Question: Why and how does using a key twice make it insecure. (in One-time-pad).

EDIT: I have read the "maybe" duplicated ones but they did not have the same perspective as this quesiton.

EDIT: But what if I use extra key? Can the reused cipher text be saved? We say if you had a plaintext (5) and a key (6) you would do 6 + 5 + 127 mod 127 to get the cipher text and next time you will use the key again but with extra key and the extra key will be added exactly like the key (6 + 5 + "extra key" + 127 mod 127). Every time you encrypt a text the key will be the same.
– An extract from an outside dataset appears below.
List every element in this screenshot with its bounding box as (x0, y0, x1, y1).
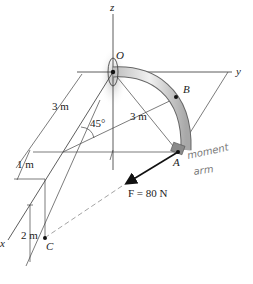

The extra key would be the same on every character you encrypt but will be changed every transmission.

Is that secure then?

$\endgroup$
1
  • $\begingroup$ Comments are not for extended discussion; this conversation has been moved to chat. $\endgroup$
    – e-sushi
    Commented Feb 7, 2018 at 1:42

1 Answer 1

2
$\begingroup$

First, you wouldn't call it a one-time-pad any longer if you reused the key.
Second the security of the OTP can only be proven if the key is as long as the message. (which wouldn't be the case if you'd reuse a key)
Third, OTP usually use XOR operation to combine key and message. If the key is never reused, you're safe, but if an attacker can mount a known plaintext attack, he can get part of your keystream and decrypt anything that was encrypted using this part of the keystream.
Fourth, as soon as you start repeating the key stream an attack can even notice that in a ciphertext only attack as he can simply xor both cipherexts ($c_1=k\oplus m_1 \wedge c_2=k\oplus m_2 \Rightarrow c_1\oplus c_2 = k\oplus k\oplus m_1 \oplus m_2 = m_1 \oplus m_2$) On this an attacker can event mount a simple frequency analysis.

EDIT TO ANSWER THE EDIT:

Even after your edit the scheme is still breakable. Observer that the following equations hold (I omitted the (mod n)):

  • $m_1+k_1+IV_1=c_1$ (first message, first letter)
  • $m_2+k_1+IV_2=c_2$ (second message, first letter)
  • $m_3+k_2+IV_1=c_3$ (first message, second letter)
  • $m_4+k_2+IV_2=c_4$ (second message, second letter)

Now observe that you can formulate the following equations:

  • $c_2-c_1=(IV_2-IV_1)+(m_2-m_1)$
  • $c_4-c_3=(IV_2-IV_1)+(m_4-m_3)$

Finally you can construct the relation: $(c_4-c_3)-(c_2-c_1)=(m_4-m_3)-(m_2-m_1)$.

Now as you've got a nice relation between $c$ and $m$ you can analyze the data you gather and see how well you do with frequency analysis (again this is ciphertext-only, known-plaintext would be easier)

EDIT 2 TO ANSWER THE REFORMULATED QUESTION (COMMENTS):

Even after your edit the scheme is still breakable. Observer that the following equations hold (I omitted the (mod n)):

  • $m_1+k+IV_1=c_1$ (first message, first letter)
  • $m_2+k+IV_1=c_2$ (second message, first letter)
  • $m_3+k+IV_2=c_3$ (first message, second letter)
  • $m_4+k+IV_2=c_4$ (second message, second letter)

Now observe that you can formulate the following equations:

  • $c_2-c_1=(m_2-m_1)$
  • $c_4-c_3=(m_4-m_3)$

Now as you may see, this is exactly the same problem as with the above mentioned XOR construction. You can again perform frequency analysis to break this ciphertext-only or use this relations to break it with known plaintext.

$\endgroup$
1
  • $\begingroup$ Comments are not for extended discussion; this conversation has been moved to chat. $\endgroup$
    – e-sushi
    Commented Feb 7, 2018 at 1:41

Not the answer you're looking for? Browse other questions tagged or ask your own question.